Caltech–MIT rivalry

)[6] The most notable of these pranks include the 1961 Great Rose Bowl Hoax, where a card stunt was altered to display "Caltech" rather than the name of one of the competing teams.

Many hacks involve placing an item on MIT's Great Dome or otherwise altering, such as moving a campus police cruiser to its roof,[14] placing full-sized replicas of the Wright Flyer and a firetruck on top of it to acknowledge the anniversaries of first powered controlled flight and the September 11th attacks respectively,[15] and converting it into R2-D2 and a large yellow ring to acknowledge the release of Star Wars Episode I and Lord of the Rings respectively.

[17] In recent years, pranking has been officially encouraged by Tom Mannion, Caltech's Assistant Vice President for Student Affairs and Campus Life.

[24] MIT students counterpranked the Lobby 7 dome to read "The Only Institute of Technology", and had to resort to pulling the blimp down using helium balloons covered in sticky tape.

Campus Preview Weekend was chosen because the Caltech students would blend in with the unfamiliar prospective freshmen, and to increase the pranks' visibility.

It was then given by the French to the United States where it was re-bored to fit American shells and the carriage constructed, but this work was completed too late for it to see use in the Spanish–American War.

The cannon soon became obsolete and was donated to Southwestern Academy in San Marino, California, where it was displayed on the front lawn starting in 1925.

[14] On March 28, 2006, the cannon disappeared from the Caltech campus, having been taken by people posing as contractors, fooling a security guard with a phony work order.

The identity of the perpetrators was initially unknown, and there was speculation that it had been stolen by nearby Harvey Mudd College, who had been responsible for a well-known theft of the cannon almost twenty years prior.

Once off Caltech's campus, a local resident called in a noise complaint, and the Pasadena police arrived but did not recognize the then-disguised cannon.

Hires Rising Star Matt Damon", referring to 1997 film Good Will Hunting, and "Infinite Corridor Not Actually Infinite", referring to MIT's iconic main thoroughfare, and a mock advertisement for sperm donation offering more money for Caltech students than MIT students.

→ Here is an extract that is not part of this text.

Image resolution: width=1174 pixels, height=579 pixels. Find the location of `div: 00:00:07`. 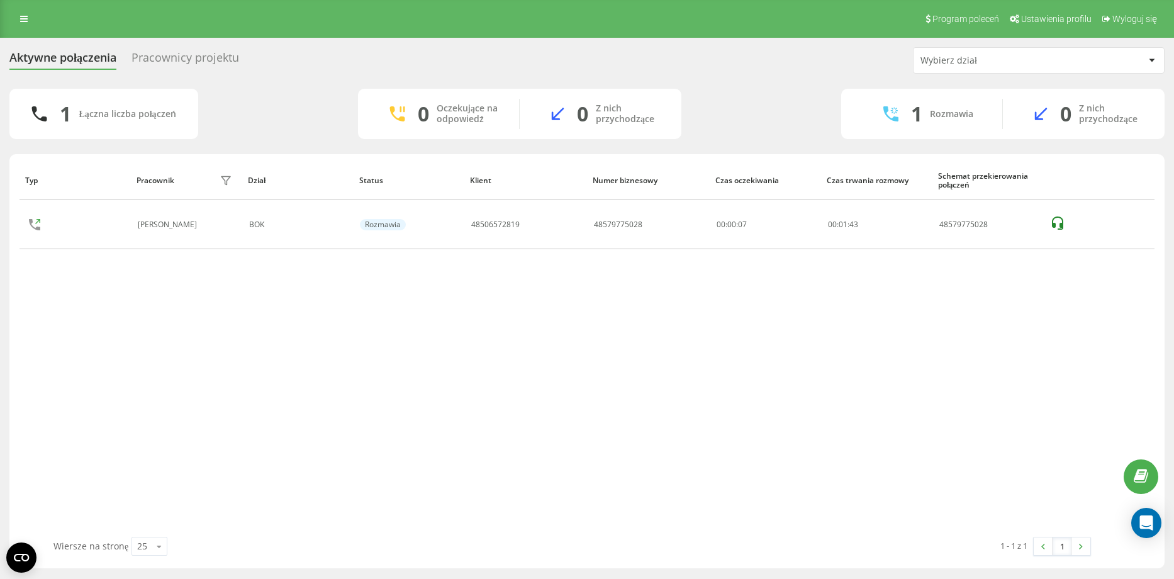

The Caltech students then turned to distributing the papers individually on the sidewalk outside of Lobby 7, a location outside the jurisdiction of the MIT Police.

[34] In 2008, Caltech students provided a "Puzzle Zero" in the MIT Mystery Hunt that when solved, told solvers to call a specific number in the 626 area code immediately.

Caltech students intended to deploy two large banners that were designed to be easy to place, but removal would require a cherry picker or a rappel.

Another fake edition of The Tech was released, stating that students would be required to take a core of literature, history, philosophy, and economics, but science subjects would be eliminated.

"[43] In more recent developments, for April Fools' Day 2024, Caltech and MIT engaged in a collaborative prank, continuing the tradition of friendly rivalry between the two institutions.

Caltech students, with assistance from The Tech’s editors, produced a spoof issue containing anti-MIT satire, which was distributed on MIT’s campus.

Concurrently, MIT students created a mock newspaper titled "The Massachusetts Tech," filled with anti-Caltech content, which was circulated at Caltech.

[45] On a more intimate scale, a contingent of Caltechers put a 6-foot-tall mural of one of their house logos into MIT’s Tomb of the Unknown Tool over Martin Luther King Jr weekend, 2014.

Caltech's Beckman Auditorium
MIT's Great Dome
The Fleming cannon, pictured here at Caltech, is routinely fired to mark the end of academic terms, Ditch Day , the end of Rotation , and the graduation of the Fleming House president during Commencement.
MIT students unsuccessfully tried to place a life-sized model of the TARDIS time machine from the Doctor Who television series on top of Baxter Hall at Caltech; a few months later students from both schools collaborated in erecting the model.